Sinead sat on the damp hillside; her raincoat pulled tight against the biting wind. Below her, the valley spread out like a painting, though today, it was more of a watercolour—a blur of greys and greens, with streaks of brown from the churning floodwaters. The river, once a slender ribbon that meandered lazily through the farmland, had swollen into a monstrous force, spilling over its banks and devouring everything in its path.
She had grown up in this valley. Her childhood memories were tethered to its rolling fields, quiet woods, and the gentle murmur of the stream that had once been the lifeblood of the community. Now, the stream was unrecognisable, transformed into a violent torrent. The once-vivid patchwork of crops was submerged under murky water, and the red roofs of farmhouses jutted out like desperate cries for help.

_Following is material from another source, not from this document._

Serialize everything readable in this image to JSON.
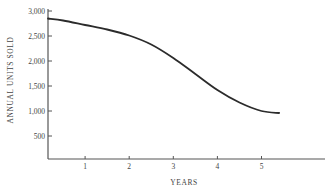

Sinead pulled her knees to her chest, resting her chin on them as she watched the floodwaters creep higher. A lone oak tree stood at the edge of the rising tide, its roots exposed, clawing at the earth in a futile attempt to hold on. She wondered how much longer it would last. How much longer any of them would last.
The news had been relentless—climate change, melting ice caps, rising seas. She had listened to the warnings, seen the charts, heard the desperate pleas from scientists. But it had always felt distant, an abstract problem for future generations. Now, sitting on this sodden hillside, the reality was undeniable. This was what it looked like when the waters rose. Not a sudden, catastrophic event, but a slow, insidious encroachment. A drowning that took years.
Sinead’s mind wandered to the stories her grandmother used to tell, about a time when the seasons were predictable, and the world felt stable. Back then, floods were rare, and when they came, they were manageable—a temporary inconvenience, not a harbinger of doom. Her grandmother had passed on before the worst of it, and Sinead was grateful for that. She couldn’t imagine the heartbreak of watching the land you’d nurtured your whole life disappear beneath the waves.
A gull cried overhead, its voice sharp and mournful. Sinead tilted her head up to watch it circle, a solitary speck against the leaden sky. It would find little comfort here—no dry land, no safe haven. Just like the people who had fled the valley, cramming their belongings into cars and vans, leaving behind homes they might never return to.
Sinead had stayed. She didn’t know why. Maybe it was stubbornness, or maybe she felt some sense of duty to witness the valley’s final days. She’d walked through the abandoned streets, the echoes of her footsteps unnerving in the silence. She’d stood in the doorways of empty homes, their walls still bearing the marks of lives once lived—family photographs, children’s drawings, the faint smell of cooking that lingered in the air. It was as if the valley itself was holding its breath, waiting.
The first drops of rain began to fall, gentle at first, then heavier, drumming on her hood. Sinead didn’t move. She couldn’t. The rain was just another part of the cycle, feeding the flood, filling the valley, erasing what little remained.
She thought about the future. Would there even be one? Would people adapt, find new ways to live, or would they become like the gull—adrift, searching for something that no longer existed? She wanted to hope, to believe that humanity could rise to the challenge, but the evidence around her was damning. They had known this was coming, and they had done so little to stop it.
The water reached the oak tree, lapping at its trunk. Sinead watched as the roots began to give way, the mighty tree swaying, then toppling, crashing into the flood with a final, deafening splash. She closed her eyes, the sound reverberating in her chest.
When the waters rise, she thought, they take everything. And yet, they leave you with the weight of what could have been.